For the first time, provinces, cities and the many agencies they control are integral partners in a trade agreement they have not signed. The federal government, of course, will do that, giving Ottawa sole ownership of the fallout.

The provinces are closely involved in the negotiations. They have also submitted lengthy annexes that detail which sectors they are willing to open up, and which ones they are not. But the provinces are not official signatories. Nor are the thousands of local governments, which will be bound by the terms of the deal.

That raises awkward questions. What happens if the City of Montreal balks at letting a European supplier compete for a subway contract to steer the work to Bombardier Inc.? Or, Saskatchewan chooses a local engineering firm to build new schools or hospitals? Ottawa would ultimately be on the hook for compensating the European bidder for the country's failure to honour the agreement.

"There's no way to force the provinces to fulfill the commitments they made during negotiations," pointed out University of Ottawa political scientist Patrick Leblond, co-author of a new study with another political scientist, Patrick Fafard, also of the University of Ottawa.

Overlapping constitutional responsibilities between Ottawa and the provinces will make this, and all future trade agreements, problematic, professors Leblond and Fafard argue in the study, 21st Century Trade Agreements: Challenges for Canadian Federalism.

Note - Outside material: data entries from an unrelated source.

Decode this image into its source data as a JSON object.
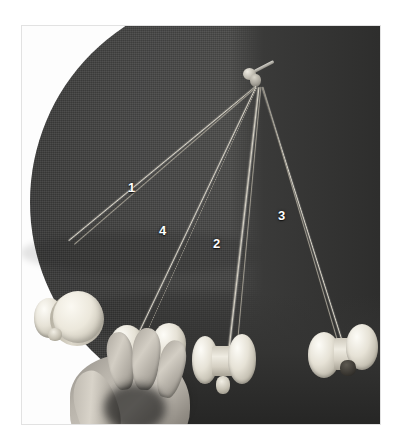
{
  "image": {
    "kind": "photograph",
    "subject": "four-pendulum-demonstration",
    "caption_text": "",
    "frame": {
      "border_color": "#e2e2e2",
      "background_color": "#ffffff"
    }
  },
  "scene": {
    "backdrop": {
      "name": "dark circular cloth",
      "color": "#454544",
      "shadow_color": "#2e2e2d"
    },
    "suspension": {
      "name": "common suspension hook",
      "parts": [
        "hook-shaft",
        "bead",
        "knot"
      ],
      "color": "#bdb9ae"
    },
    "string_color": "#d8d4c8",
    "bob_color": "#e6e2d6",
    "hand": {
      "name": "hand holding bob",
      "skin_tone": "#c5c0b7"
    }
  },
  "labels": [
    {
      "id": "label-1",
      "text": "1",
      "x": 127,
      "y": 180,
      "pendulum": "longest-left"
    },
    {
      "id": "label-4",
      "text": "4",
      "x": 158,
      "y": 223,
      "pendulum": "short-held-by-hand"
    },
    {
      "id": "label-2",
      "text": "2",
      "x": 212,
      "y": 236,
      "pendulum": "center"
    },
    {
      "id": "label-3",
      "text": "3",
      "x": 277,
      "y": 208,
      "pendulum": "right"
    }
  ],
  "pendulums": [
    {
      "number": "1",
      "label_text": "1",
      "bob_shape": "flat disc spool",
      "description": "longest string swinging far to the left, disc-faced bob at lower left"
    },
    {
      "number": "2",
      "label_text": "2",
      "bob_shape": "bobbin spool",
      "description": "near-vertical centre string, hourglass spool bob with knot beneath"
    },
    {
      "number": "3",
      "label_text": "3",
      "bob_shape": "bobbin spool",
      "description": "string angled to the right, spool bob at lower right"
    },
    {
      "number": "4",
      "label_text": "4",
      "bob_shape": "bobbin spool",
      "description": "shortest string, bob gripped between fingers of the hand"
    }
  ]
}
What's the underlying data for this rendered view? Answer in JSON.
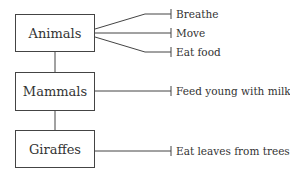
{
  "diagram": {
    "type": "classification-tree",
    "nodes": [
      {
        "id": "animals",
        "label": "Animals",
        "properties": [
          "Breathe",
          "Move",
          "Eat food"
        ]
      },
      {
        "id": "mammals",
        "label": "Mammals",
        "properties": [
          "Feed young with milk"
        ]
      },
      {
        "id": "giraffes",
        "label": "Giraffes",
        "properties": [
          "Eat leaves from trees"
        ]
      }
    ],
    "edges": [
      {
        "from": "animals",
        "to": "mammals"
      },
      {
        "from": "mammals",
        "to": "giraffes"
      }
    ]
  },
  "colors": {
    "line": "#444444",
    "text": "#333333",
    "background": "#ffffff"
  }
}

"This creates the very real possibility that one or more provinces will choose not to fully implement a prospective agreement. The resulting uncertainty will cause companies in both Canada and Europe to approach trade deals more cautiously, which means that it may take years to achieve the economic benefits of the agreement," the report says.

It is hardly an esoteric question as Canadian Trade Minister Ed Fast heads to meet his European counterpart Nov. 20 in Brussels to push the deal toward a year-end deadline.

City council in Mississauga, Ont., voted unanimously earlier this year to seek a permanent exemption from the deal – a symbolic gesture that could nonetheless come back to haunt Canadian taxpayers.

Professors Leblond and Fafard point to two recent private arbitration losses by Canada under the North American Free-Trade Agreement as omens of what could happen. Ottawa wound up paying $130-million to U.S. forest products company AbitibiBowater Inc. (now Resolute Forest Products) to compensate for Newfoundland's decision to expropriate the company's assets in the province. Similarly, Exxon Mobil Corp. and Murphy Oil Corp. recently won a case over a Newfoundland requirement that it spend research and development dollars in the province. The company is seeking $50-million in that case.

All parties are going into the Canada-Europe deal with their eyes open, knowing full well the risks. Europe Union negotiators have reportedly asked that the provinces and territories sign a separate deal, pledging they'll abide by the agreement. It's not at all clear this would have any legal foundation.

Responsibility for so-called subnational governments isn't an issue in Europe. Unlike Canada, European countries have delegated all trade, intellectual property and foreign investment policy to the European Union. So there are no grey areas.

The lure of a larger slice of Canada's government purchasing market, worth as much as $200-billion a year, may outweigh trepidation about provincial and municipal commitment to the deal.

The provinces also know the risks. That is why they are working to keep key sectors off limits, as they did it a 2010 government purchasing agreement with the United States. Quebec, for example, has made it clear it will seek exemptions for Hydro-Québec, its liquor stores, as well as schools and hospitals. Ontario may seek to shield highways and urban transit.

Prime Minister Stephen Harper is desperate to show that his all-hands-on-deck trade push is gaining traction. The consequences of a future breach may be the furthest thing from his mind.